Support for Other Authors
It’s summer, time for annual community yard sales. If you are familiar with my Eve Apple mysteries you know I created a protagonist who is as passionate about used items as I am. Eve is the owner of a consignment shop but likes solving murders almost as much as she likes selling used merchandise. Yesterday we attended a nearby community yard sale event. Not only was I delighted to be there, but I was surprised to see that at one of the residences selling items there was a display of books on a table. It looked familiar, like the way I displayed my books in the past at the yard sales held in my own community, so I picked up one of the books to look at it. A woman approached and told me she was the author. I replied that I was also a writer. I thought I’d stumbled onto a great opportunity to connect with another author in a community near mine. Here’s the resulting conversation:
In reply to my announcing I also wrote, she said, “Oh.”
So, I tried to get the ball rolling by saying I wrote mysteries.
She: “These aren’t mysteries. They are romances.”
Me, smiling: “Who is your publisher?”
She: “Big name Publisher (she named the publisher), but I also self-publish.”
Me, nodding, about to agree with her.
She, looking away from me and about to leave the display, turned back and said: “However, I made $150,000 last year from self-publishing and only $40,000 from–here she named her big-name publisher— (I think my mouth dropped open at this information). But I’m not stupid. I’ve left the door open with said publisher because you never know when Amazon will reduce what authors earn with them.”
Me, nodding: “Uh, huh.”
She: “I write military stuff that is contemporary, and I need to get it out immediately. Big publisher takes two years, and I can do it in two months.”
Me: “Yes, that’s…”
She: “My books are hot steamy romance.”
Me: “Great.”
She, turns from me, moves to the side and looks in the other direction. I had been dismissed.
I would have asked her other questions, but her comments and body language made it clear she wasn’t interested in having a conversation with me.
I smiled and departed. I felt deflated that I couldn’t get her to engage with me. She never asked me a question or seemed at all interested in anything I might have to say. I think she quickly ascertained I wasn’t going to buy a book from her, but she didn’t seem interested in selling me one either. For an author selling as radically well as she did, I was shocked at her lack of professionalism. Did she really sell that well?
Perhaps telling her that I also was a writer made her feel competitive. She didn’t ask me any questions, and she seemed uninterested in me as one of her own. Authors read also. I might have considered a book if she had talked about her books rather than her earnings. If she was honest about what she made, then she didn’t need me to buy one of her books. Okay. I know that’s sour grapes on my part because she wasn’t friendlier.
Not all writers are so abrasive and self-oriented. Most of us understand the business and welcome the opportunity to smooze with other writers.
Looking back on yesterday, I feel a little sad that I couldn’t have even a short conversation about writing with her. I’ve certainly been able to chat briefly with other writers at local events. Sure, we wrote in different subgenres, but so do the people in the local writing group, yet we all feel writers should support one another.
I hope I will be able to attend more events associated with writing. I like being with other writers and I particularly like talking with readers. I wish the author I met yesterday yet another year of selling so well. I don’t know how she’s “keeping the door open with big publisher,” but kudos if she is. A bit of snarky advice from me to her: sell via the internet and not in person.
You may have difficulty seeing both Marley and the chipmunk in this picture, but Marley sits at the door each day just to look out at the chipmunk. Here’s the moral of these pictures: They are pals although they don’t write in the same subgenre!
Share your stories of how other writers have supported one another.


* [What you are asked to do]:
Lines below starting with the line with "You are a GUI" and going on through the line with "pyautogui.click(x=<x>, y=<y>)" must be output exactly; the rest of the records must be left out.

* [Working data]:
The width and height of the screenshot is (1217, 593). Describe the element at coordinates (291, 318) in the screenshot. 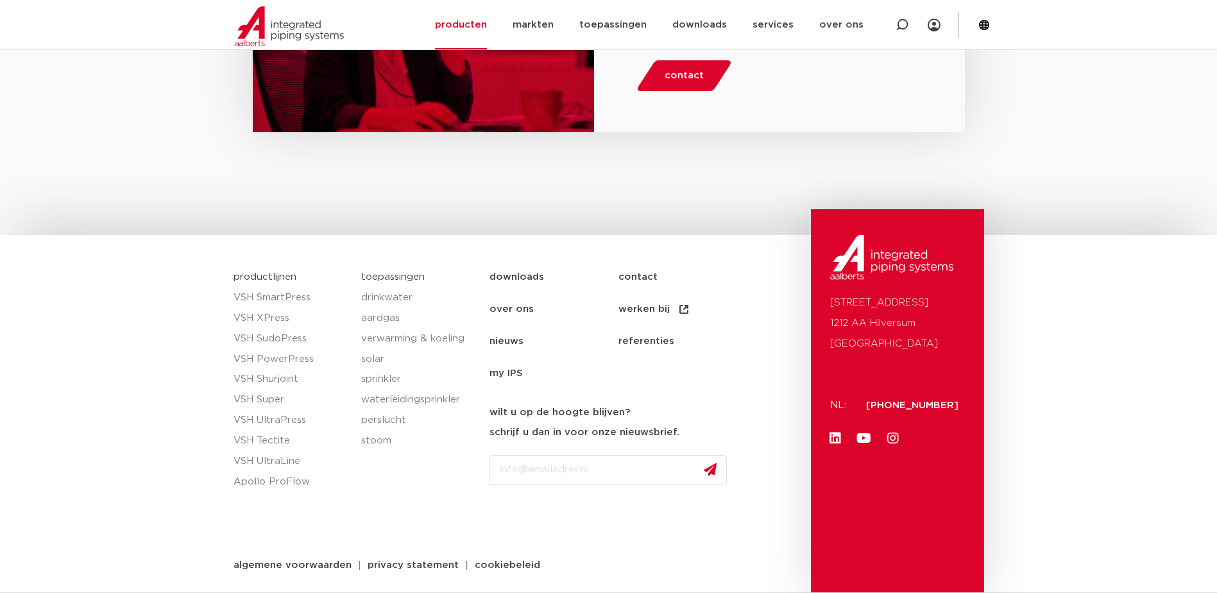

I see `a: VSH XPress` at that location.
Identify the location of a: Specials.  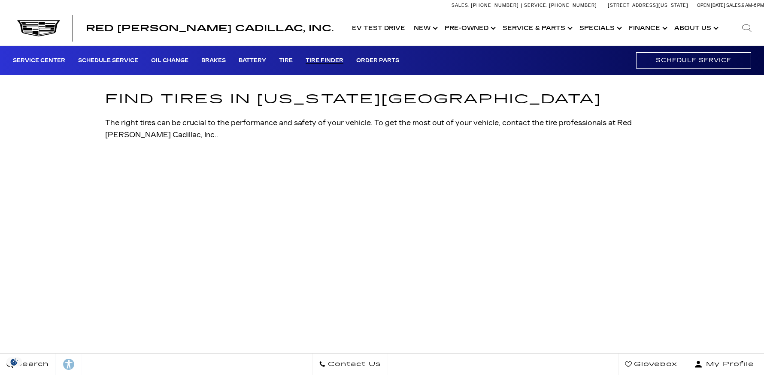
(599, 28).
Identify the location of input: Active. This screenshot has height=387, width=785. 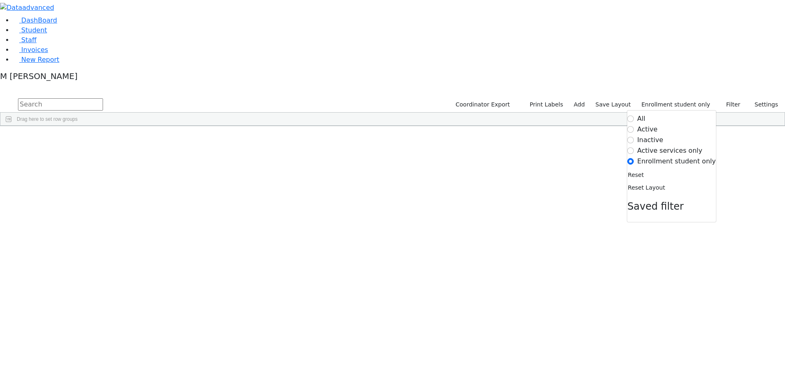
(631, 129).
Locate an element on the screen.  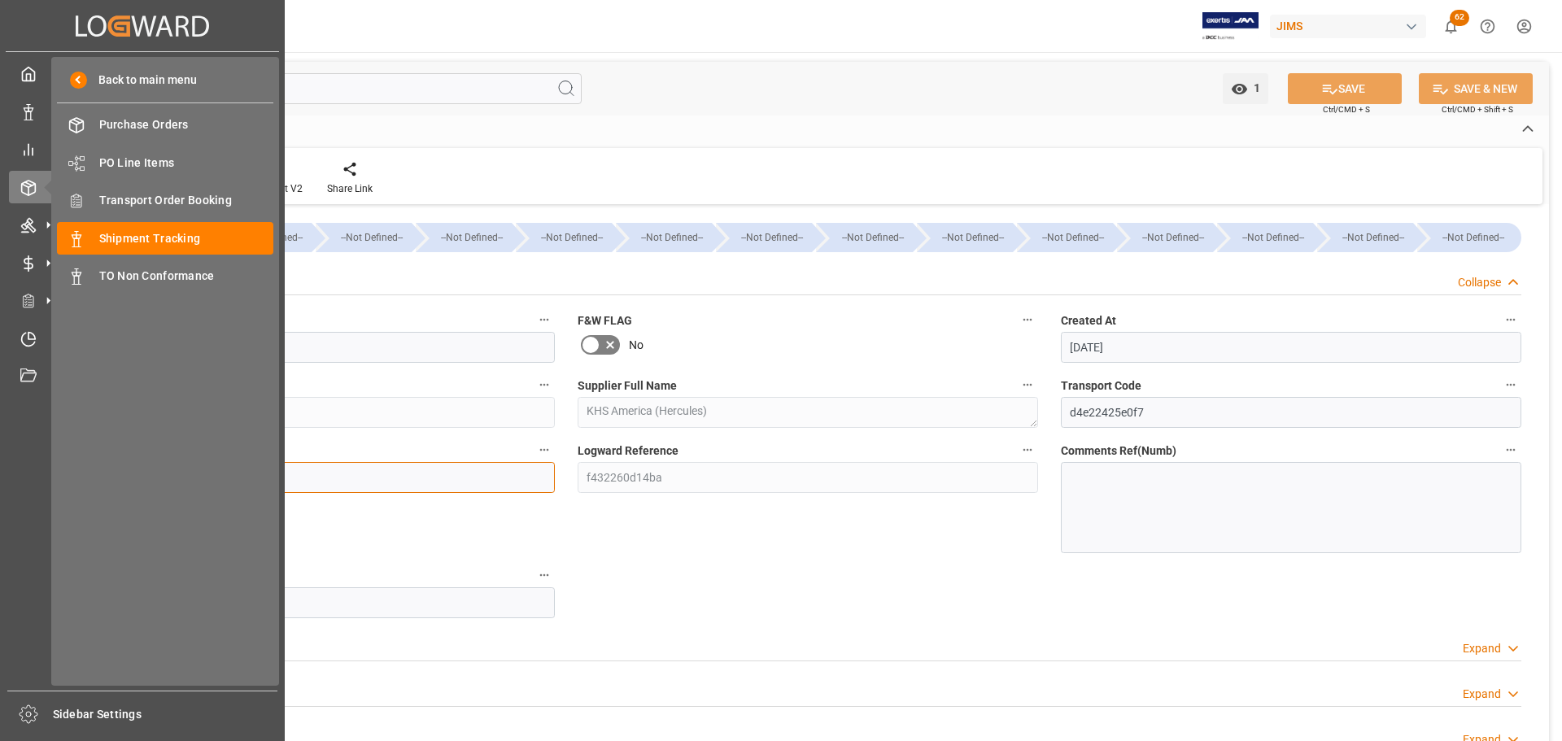
input: DD-MM-YYYY is located at coordinates (1291, 347).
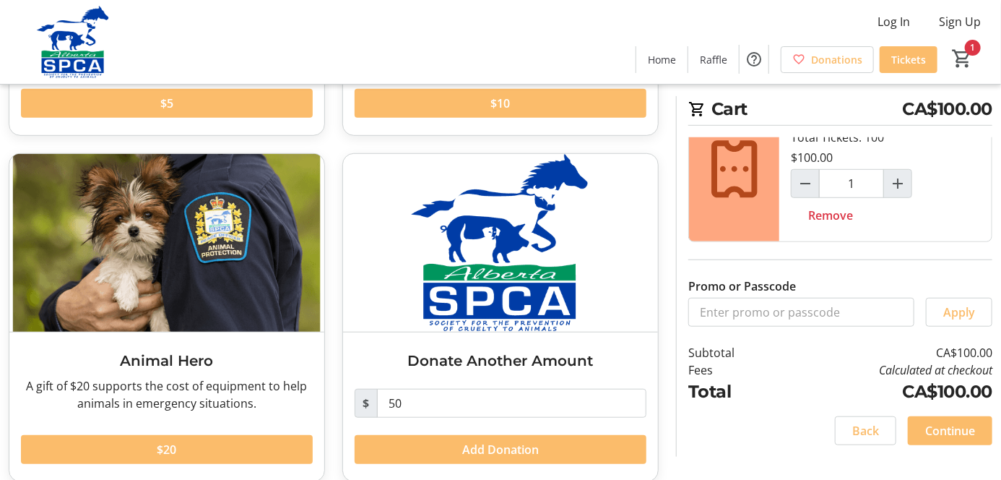 This screenshot has width=1001, height=480. What do you see at coordinates (714, 59) in the screenshot?
I see `span: Raffle` at bounding box center [714, 59].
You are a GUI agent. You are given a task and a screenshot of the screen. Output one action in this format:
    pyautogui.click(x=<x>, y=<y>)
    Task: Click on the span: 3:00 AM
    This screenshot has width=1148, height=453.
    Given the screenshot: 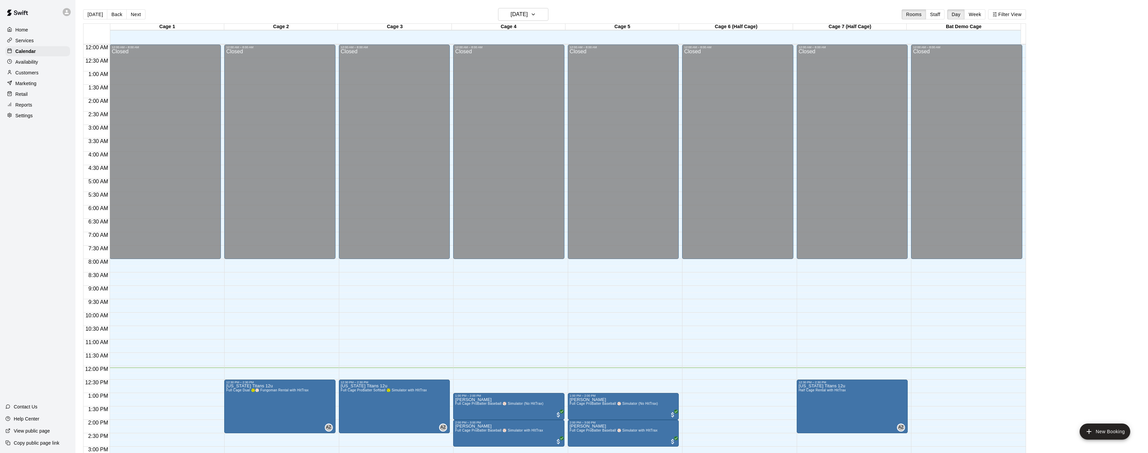 What is the action you would take?
    pyautogui.click(x=98, y=128)
    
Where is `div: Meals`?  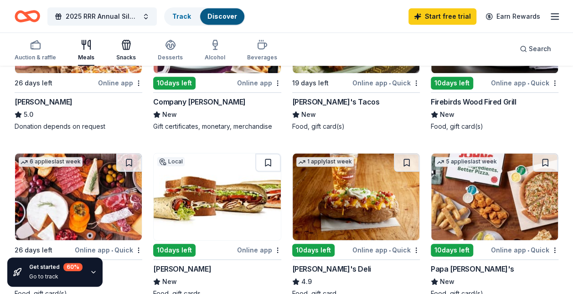
div: Meals is located at coordinates (86, 57).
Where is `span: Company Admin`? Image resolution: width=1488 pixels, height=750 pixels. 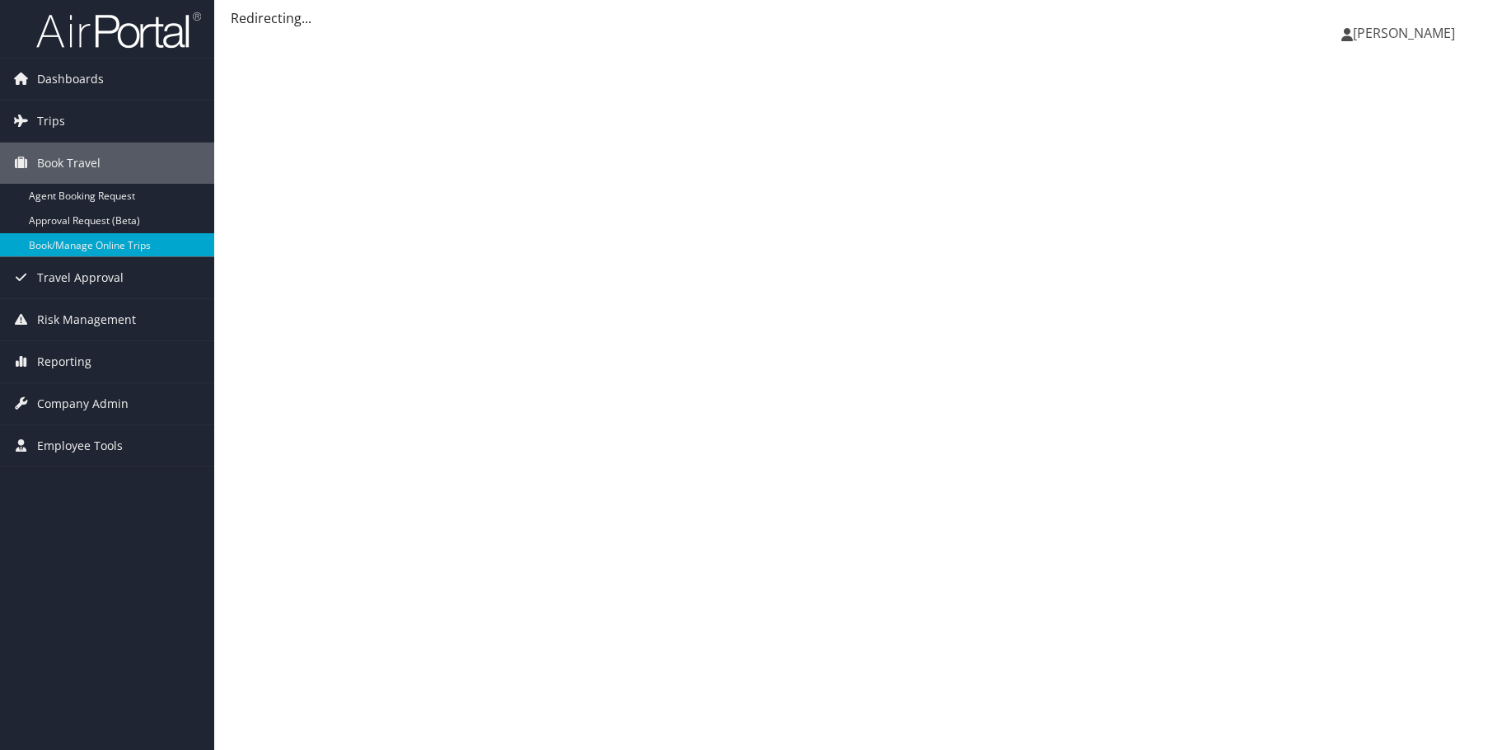
span: Company Admin is located at coordinates (82, 404).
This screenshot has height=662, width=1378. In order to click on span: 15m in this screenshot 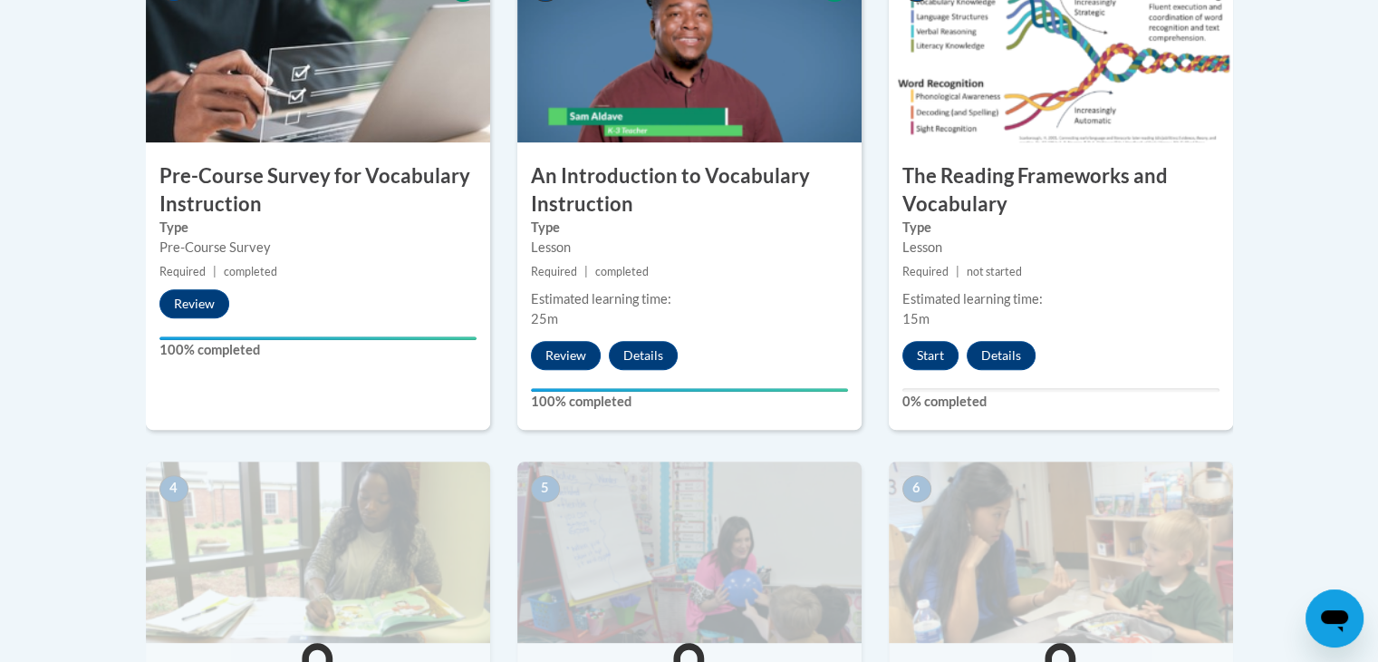, I will do `click(916, 318)`.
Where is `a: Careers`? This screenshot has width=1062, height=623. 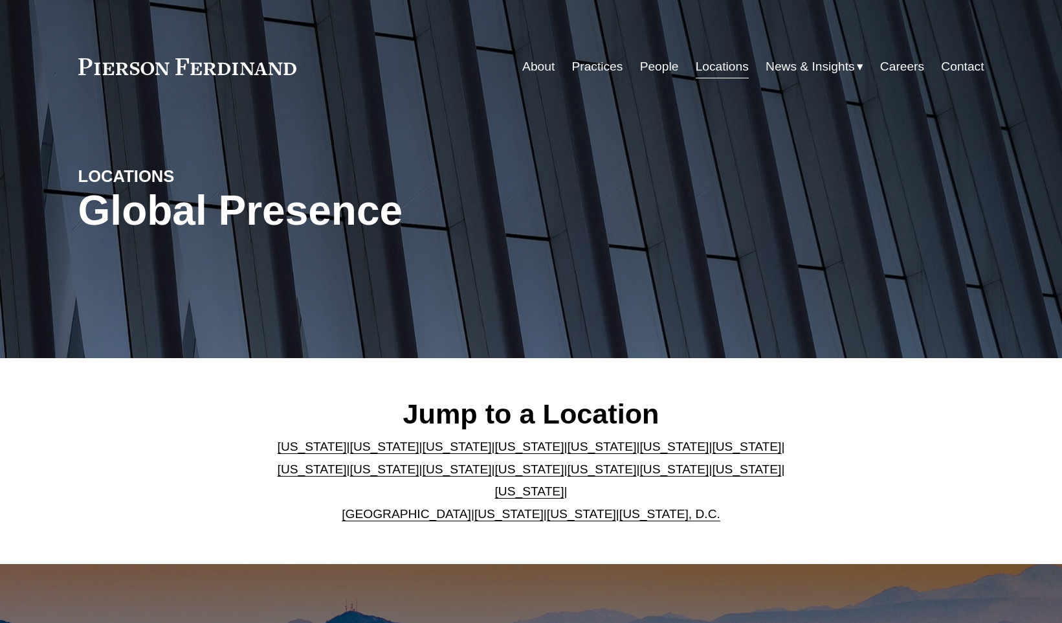
a: Careers is located at coordinates (902, 67).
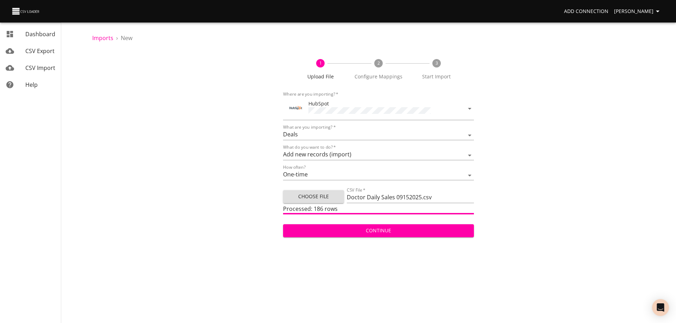 Image resolution: width=676 pixels, height=323 pixels. What do you see at coordinates (320, 63) in the screenshot?
I see `text: 1` at bounding box center [320, 63].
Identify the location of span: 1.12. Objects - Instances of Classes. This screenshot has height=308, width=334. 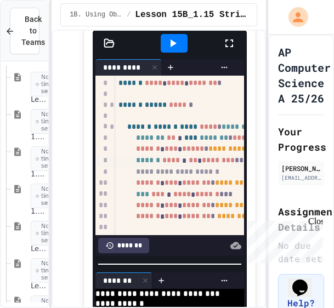
(38, 174).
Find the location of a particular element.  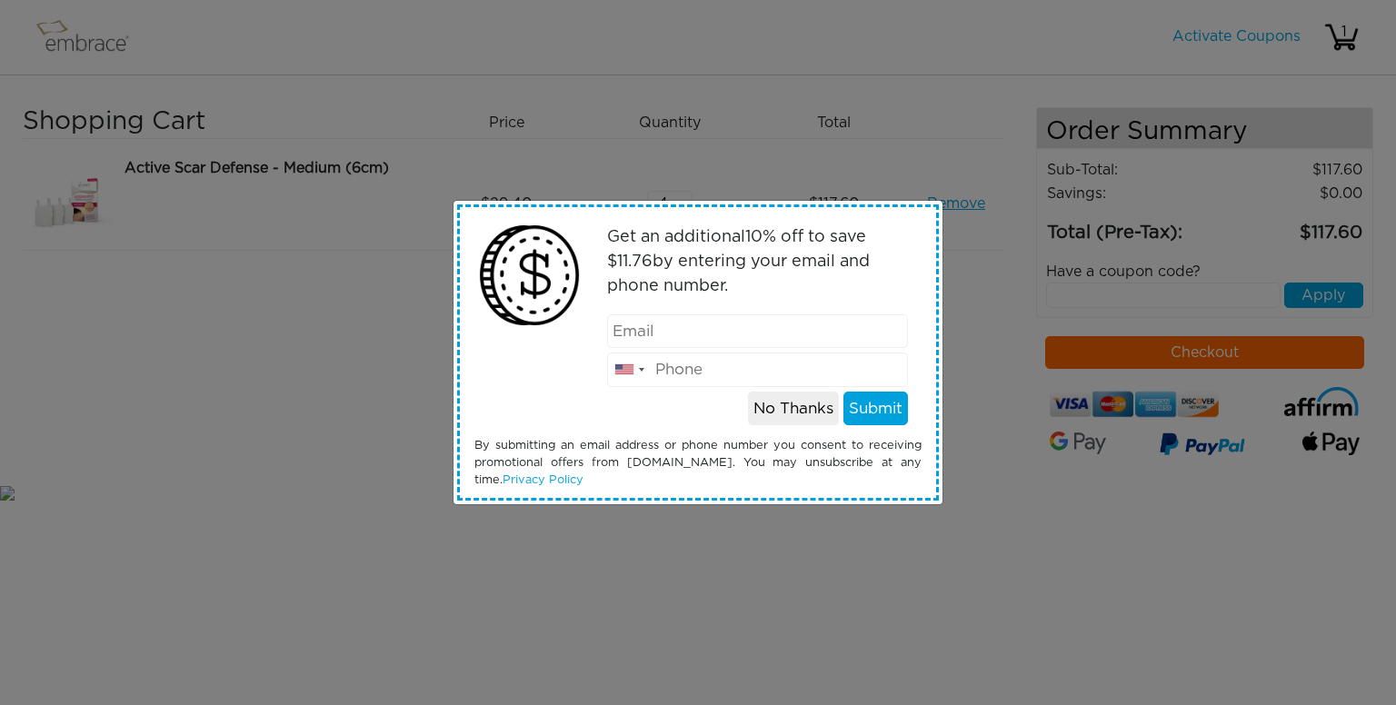

span: 10 is located at coordinates (753, 237).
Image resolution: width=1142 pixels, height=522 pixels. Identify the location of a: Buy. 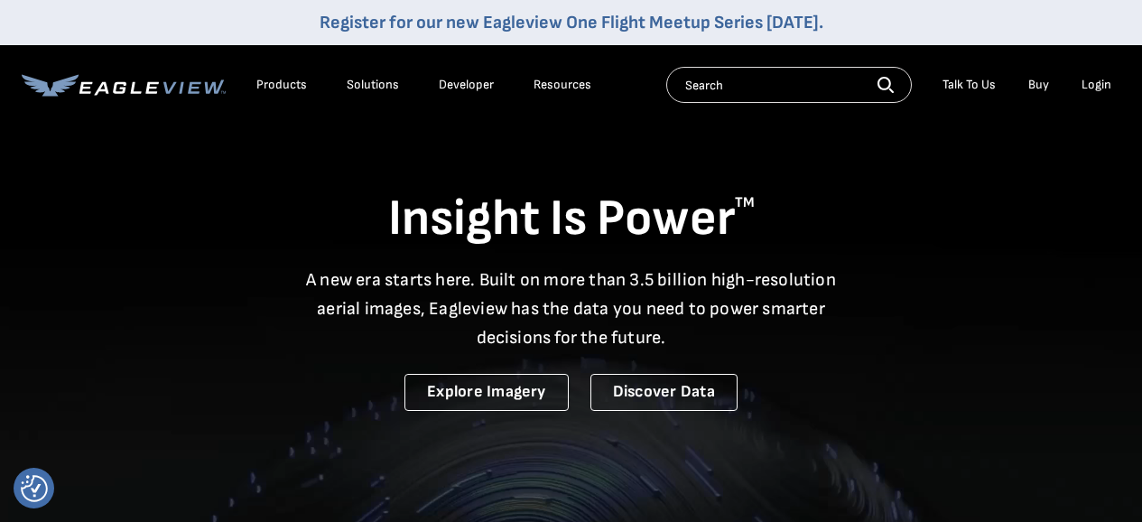
(1038, 85).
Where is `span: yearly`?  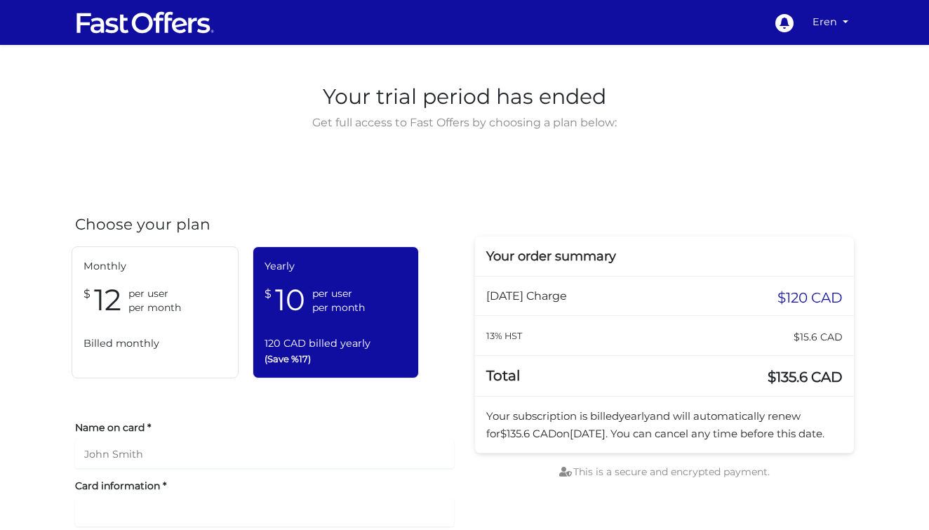 span: yearly is located at coordinates (634, 415).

* [Task solution]:
You are a GUI agent. You are given a task and a screenshot of the screen. Output one action in this format:
    pyautogui.click(x=<x>, y=<y>)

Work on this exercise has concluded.